Someday (hopefully soon), it will be possible to talk about an awards program without referencing the still-lingering recession. But the Annual Design Review’s requirement that submitted projects must have been completed in the previous year makes the ADR a unique economic and aesthetic barometer of the industry, both good and bad.

The good news is that when the jury—which comprised Ted Landsmark, Assoc. AIA; Raymund Ryan; Hilary Sample, AIA; Trey Trahan, FAIA; and Joe Valerio, FAIA—convened in the architect offices in October, it discovered that while the state of the economy may still be weak, the state of design is strong. “I was struck by the fact that there is really good work going on all across the United States,” Landsmark said, “in both urban and rural areas, both publicly and privately funded.”

After two days of deliberation, the jury selected 20 winners, representing some of the best work that American architects have completed at home and abroad this year. They range from a highly anticipated new wing for a museum in Tel Aviv, Israel, to a New Orleans school rebuilt after Hurricane Katrina; an inspired renovation of an office park in New Jersey to a brightly accented infill house in Wisconsin; a surfing museum in France to a park-services building housing restrooms in Louisville, Ky. Of “the work that we really got excited about,” Valerio said, “there’s kind of a wonderful spectrum. … You think of museums as the subject of great architecture. You don’t think of bathrooms as the subject of great architecture.”

As a whole, the jury applauded the innovation and invention in the projects submitted, but there was a call for more of a focus on designing for the vast majority of Americans, not merely for the well-off. “We need to see more architect-designed work for American families,” Landsmark said, lamenting a lack of affordable multifamily housing. But he was heartened by the possibility of what can happen “if there’s a will on the part of a range of clients to retain architects who are committed to making great designs.”


The 2011 Annual Design Review Jury


 
Credit: Eli Meir Kaplan

 

Joe Valerio, FAIA
Joseph M. Valerio, FAIA, is a founding partner of Chicago-based Valerio Dewalt Train Associates, which has received the Firm Award from both AIA Chicago and AIA Illinois. The firm’s award-winning work includes such projects as the Kresge Foundation in Troy, Mich. Valerio is a member of the National Board of Peer Reviewers for the General Services Administration’s Design Excellence Program.



 
Credit: Eli Meir Kaplan

 

Ted Landsmark, Assoc. AIA
Theodore C. “Ted” Landsmark, Assoc. AIA, is president of the Boston Architectural College. He holds a B.A. and J.D. from Yale University, a Ph.D. from Boston University, and previously served as dean of graduate and continuing education at the Massachusetts College of Art and Design. Landsmark received the AIA’s Whitney M. Young Jr. Award in 2006, and has remained active in the AIA and ASCA.



 
Credit: Eli Meir Kaplan

 

Raymund Ryan
Raymund Ryan is co-curator of the Heinz Architectural Center at the Carnegie Museum of Art in Pittsburgh and holds degrees in architecture from the University College Dublin and Yale University. Ryan was the Irish commissioner for the Venice Architecture Biennale in 2000 and 2002. His next exhibition—“White Cube, Green Maze: New Art Landscapes”—opens in September 2012.



 
Credit: Eli Meir Kaplan

 

Hilary Sample, AIA
Hilary Sample is a founding partner (with Michael Meredith) of New York–based design firm MOS. Current notable projects include the Sterling Opera House in Derby, Conn., and an orphanage in Kathmandu, Nepal. Sample is an associate professor at the Columbia University Graduate School of Architecture, Planning and Preservation, and she has taught at Yale University and the University of Toronto.



 
Credit: Eli Meir Kaplan

 

Trey Trahan, FAIA
Victor F. “Trey” Trahan, III, FAIA, is president and principal-in-charge of Baton Rouge, La.–based Trahan Architects. The firm’s work includes the post–Hurricane Katrina restoration of the New Orleans Superdome and a house for the Make It Right Foundation. Trahan received the 2005 Architectural Review Award for Emerging Architecture in London and was elected to the AIA College of Fellows in 2006.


WHAT THIS TASK INVOLVES » Below are some records. Write out the lines from the one containing "Identify the location of span: Incoterms." to the last line, word for word, leaving out pictures.

Pixel coordinate grounding data:
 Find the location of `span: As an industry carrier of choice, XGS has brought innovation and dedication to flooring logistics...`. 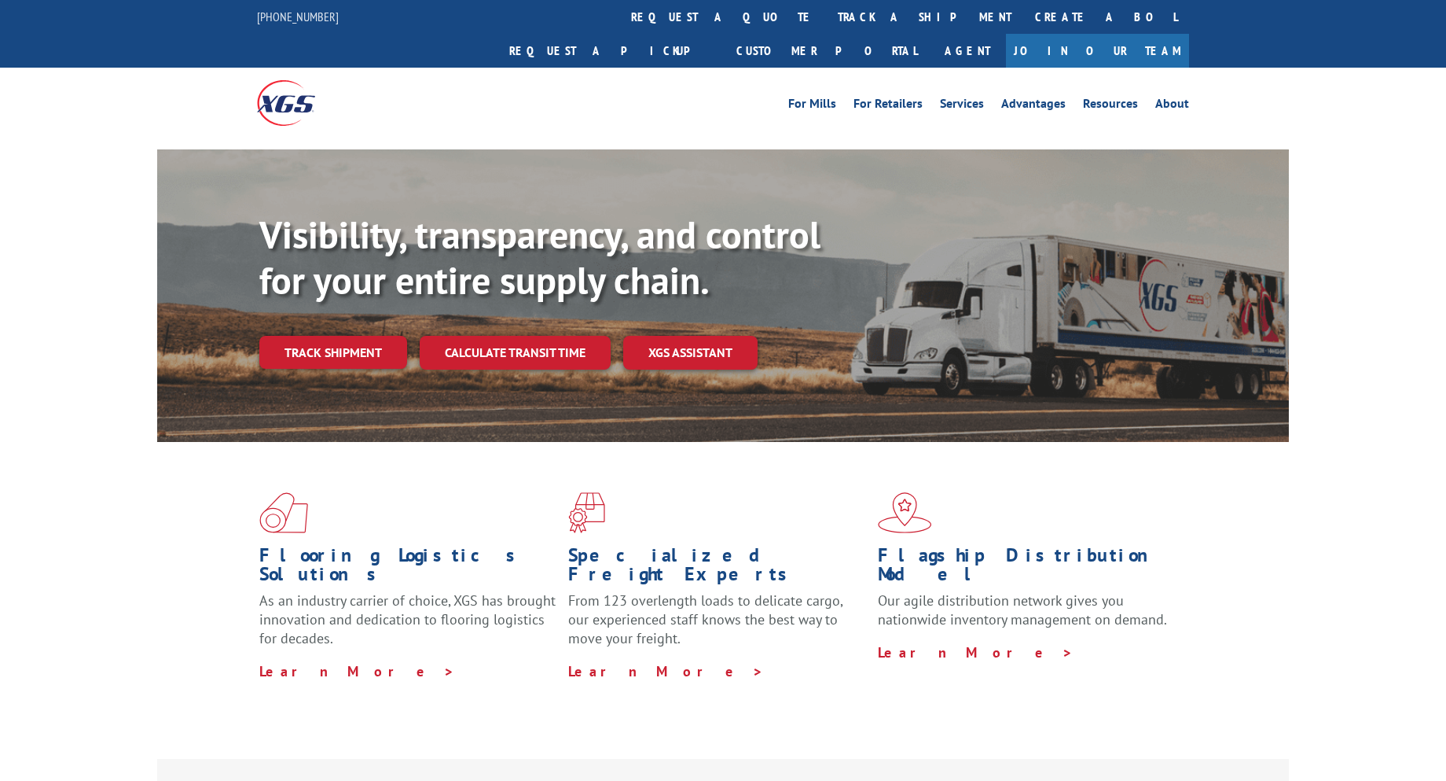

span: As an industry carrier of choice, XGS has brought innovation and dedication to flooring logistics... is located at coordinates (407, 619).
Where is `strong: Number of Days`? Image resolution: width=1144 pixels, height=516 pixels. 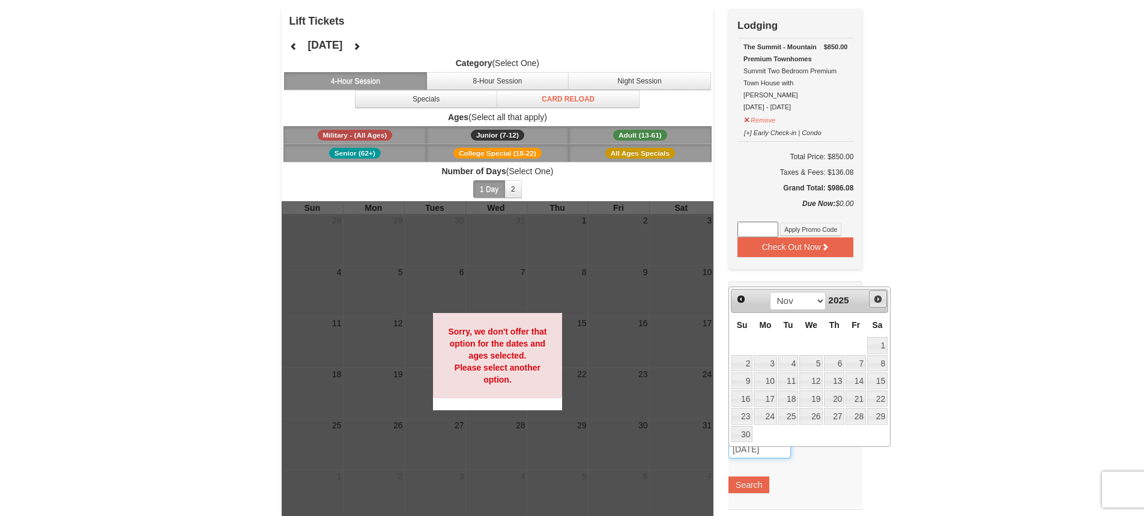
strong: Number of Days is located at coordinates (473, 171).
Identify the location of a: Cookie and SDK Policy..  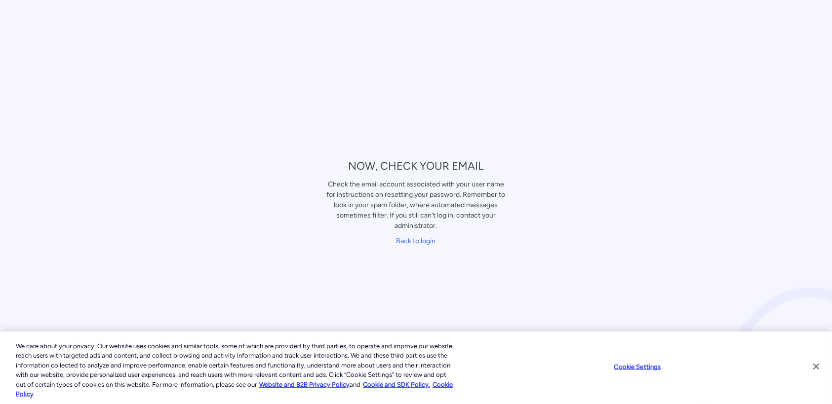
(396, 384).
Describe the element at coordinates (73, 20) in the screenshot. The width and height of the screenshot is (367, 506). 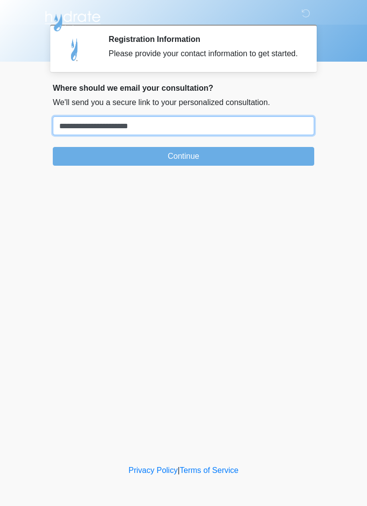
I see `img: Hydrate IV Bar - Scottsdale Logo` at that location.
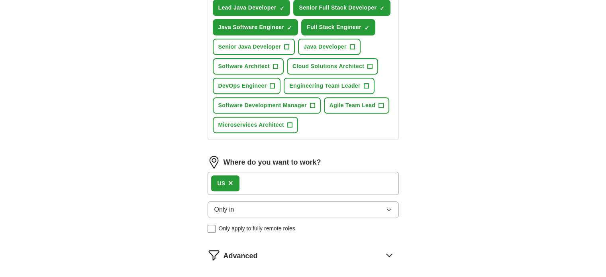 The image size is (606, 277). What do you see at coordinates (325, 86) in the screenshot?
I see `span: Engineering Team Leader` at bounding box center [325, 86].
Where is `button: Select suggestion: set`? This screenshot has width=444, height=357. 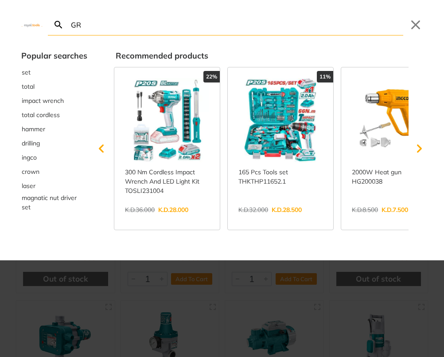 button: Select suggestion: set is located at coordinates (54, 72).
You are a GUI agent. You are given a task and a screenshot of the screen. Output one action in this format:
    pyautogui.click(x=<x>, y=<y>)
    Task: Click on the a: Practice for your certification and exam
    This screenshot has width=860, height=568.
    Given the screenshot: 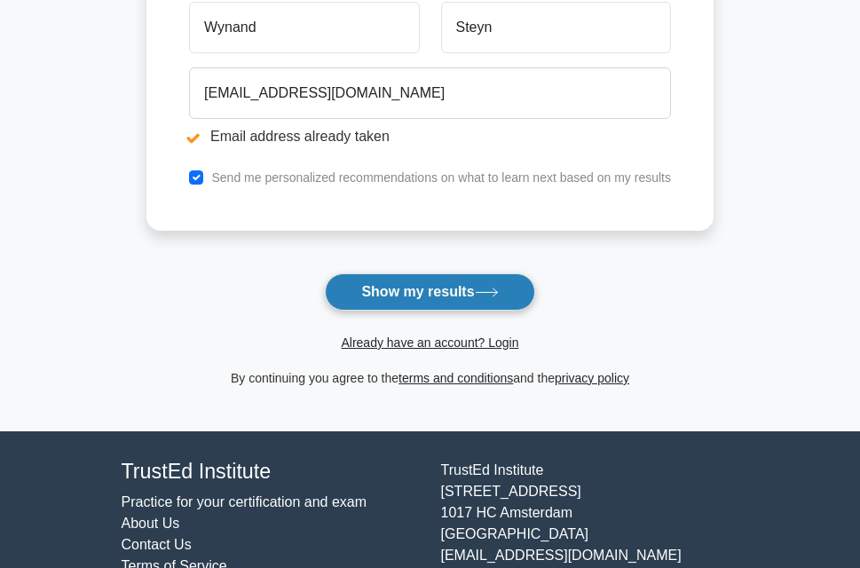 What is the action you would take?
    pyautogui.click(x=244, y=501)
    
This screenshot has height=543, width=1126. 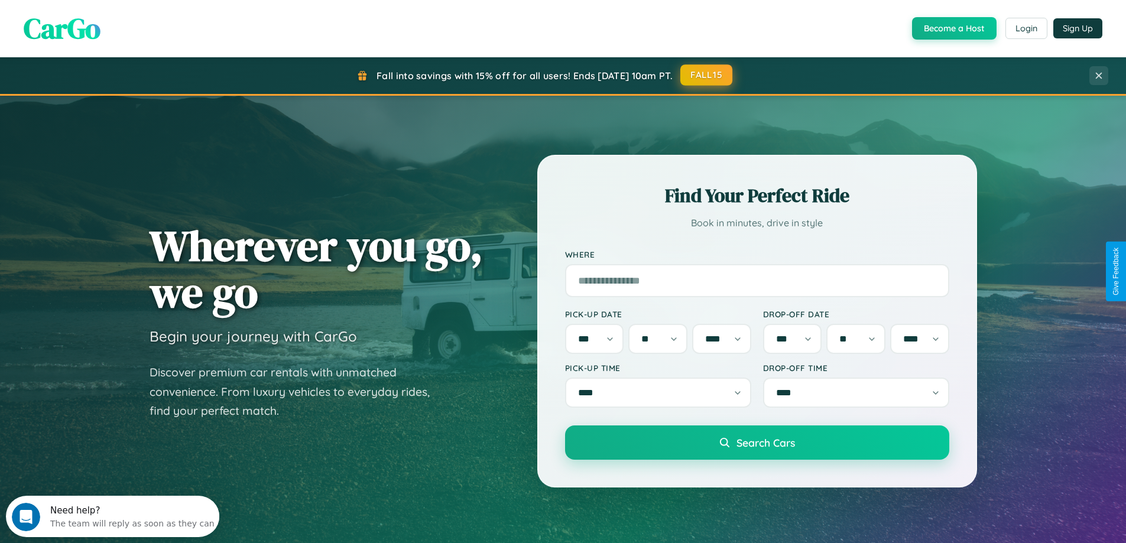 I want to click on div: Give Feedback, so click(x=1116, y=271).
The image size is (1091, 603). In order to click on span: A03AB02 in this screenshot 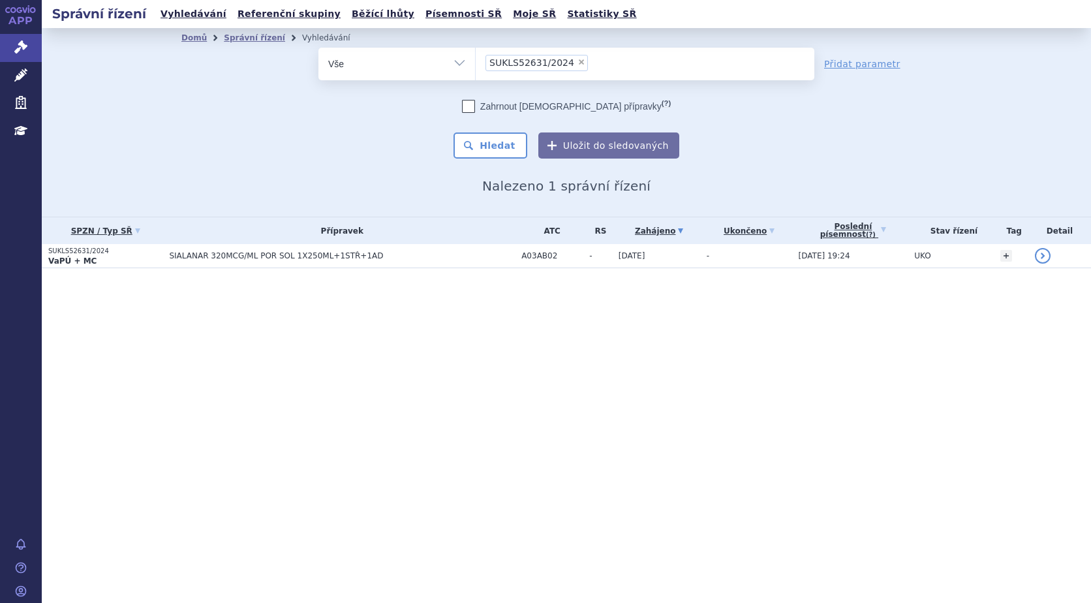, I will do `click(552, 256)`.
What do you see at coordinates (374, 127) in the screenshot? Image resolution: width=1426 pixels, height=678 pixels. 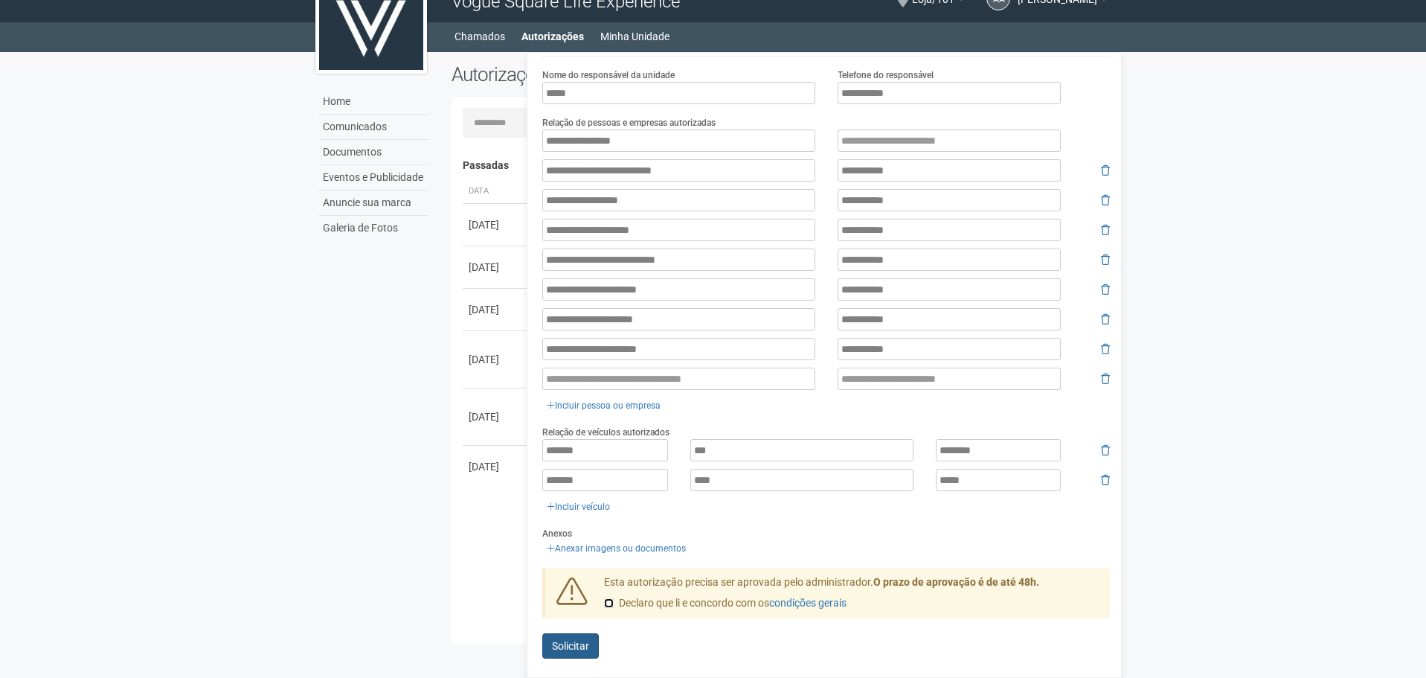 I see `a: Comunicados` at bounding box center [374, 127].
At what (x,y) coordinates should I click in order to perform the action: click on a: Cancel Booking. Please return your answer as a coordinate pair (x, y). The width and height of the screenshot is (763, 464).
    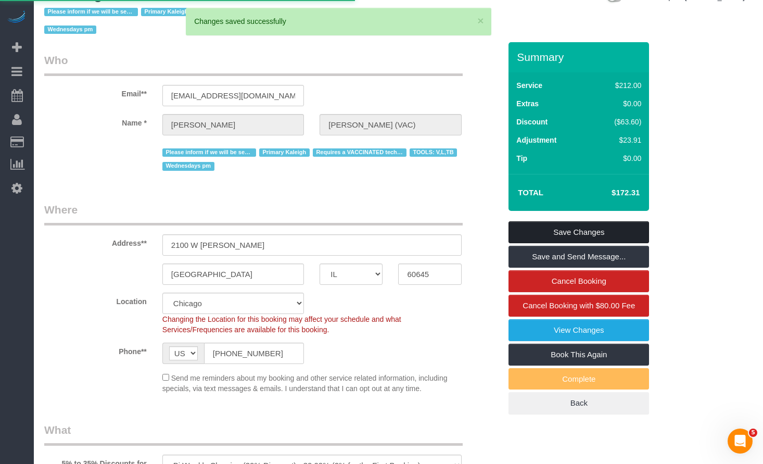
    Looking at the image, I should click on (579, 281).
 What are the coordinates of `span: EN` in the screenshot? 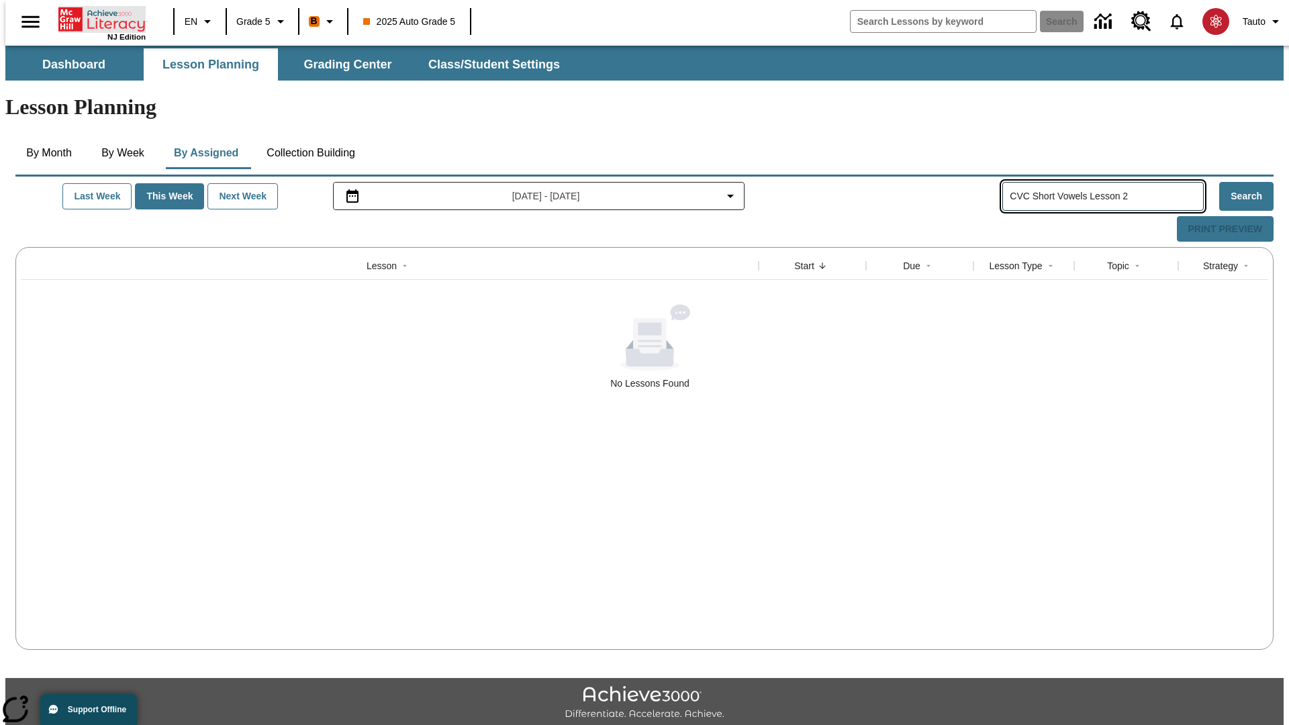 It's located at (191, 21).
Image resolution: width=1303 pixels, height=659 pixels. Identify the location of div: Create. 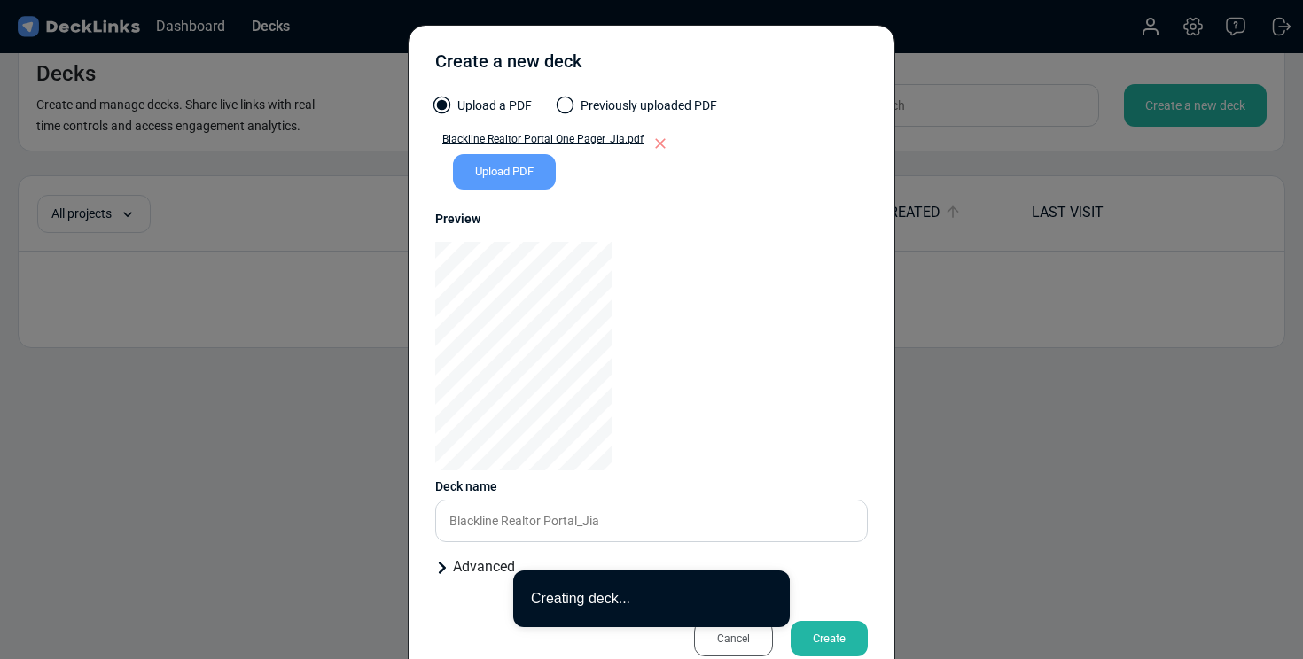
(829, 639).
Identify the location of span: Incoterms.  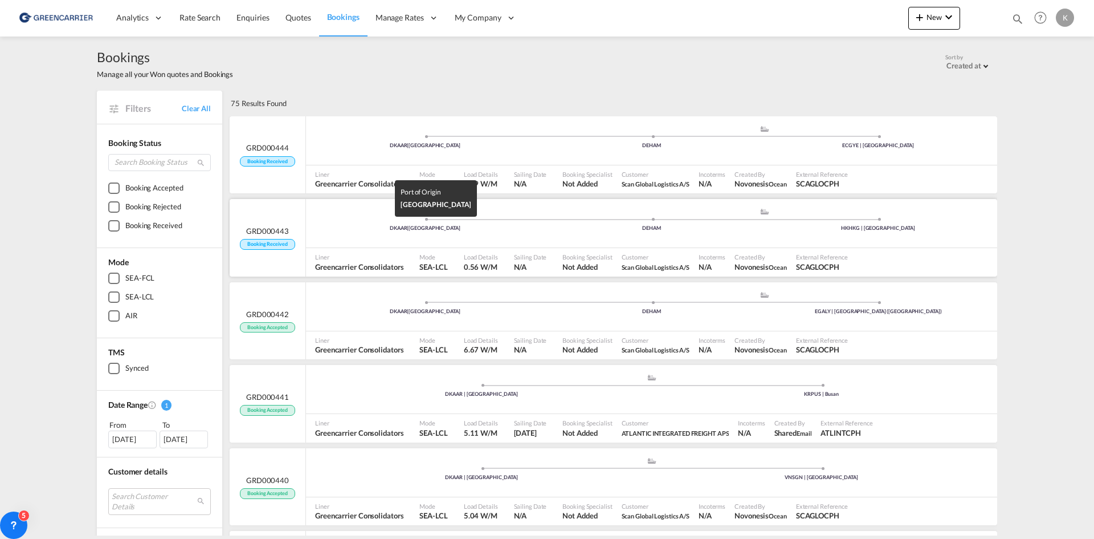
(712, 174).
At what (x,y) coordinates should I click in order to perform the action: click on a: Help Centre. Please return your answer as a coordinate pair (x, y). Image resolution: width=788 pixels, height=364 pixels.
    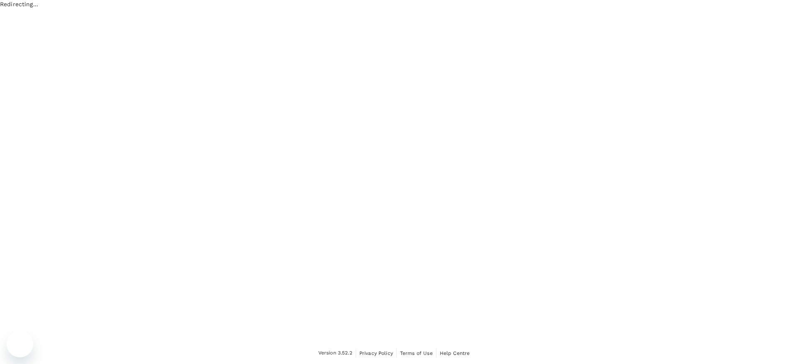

SOLUTION FOR THIS PROBLEM »
Identify the location of span: Incoterms.  
(712, 174).
At what (x,y) coordinates should I click in order to perform the action: click on a: Help Centre. Please return your answer as a coordinate pair (x, y). Image resolution: width=788 pixels, height=364 pixels.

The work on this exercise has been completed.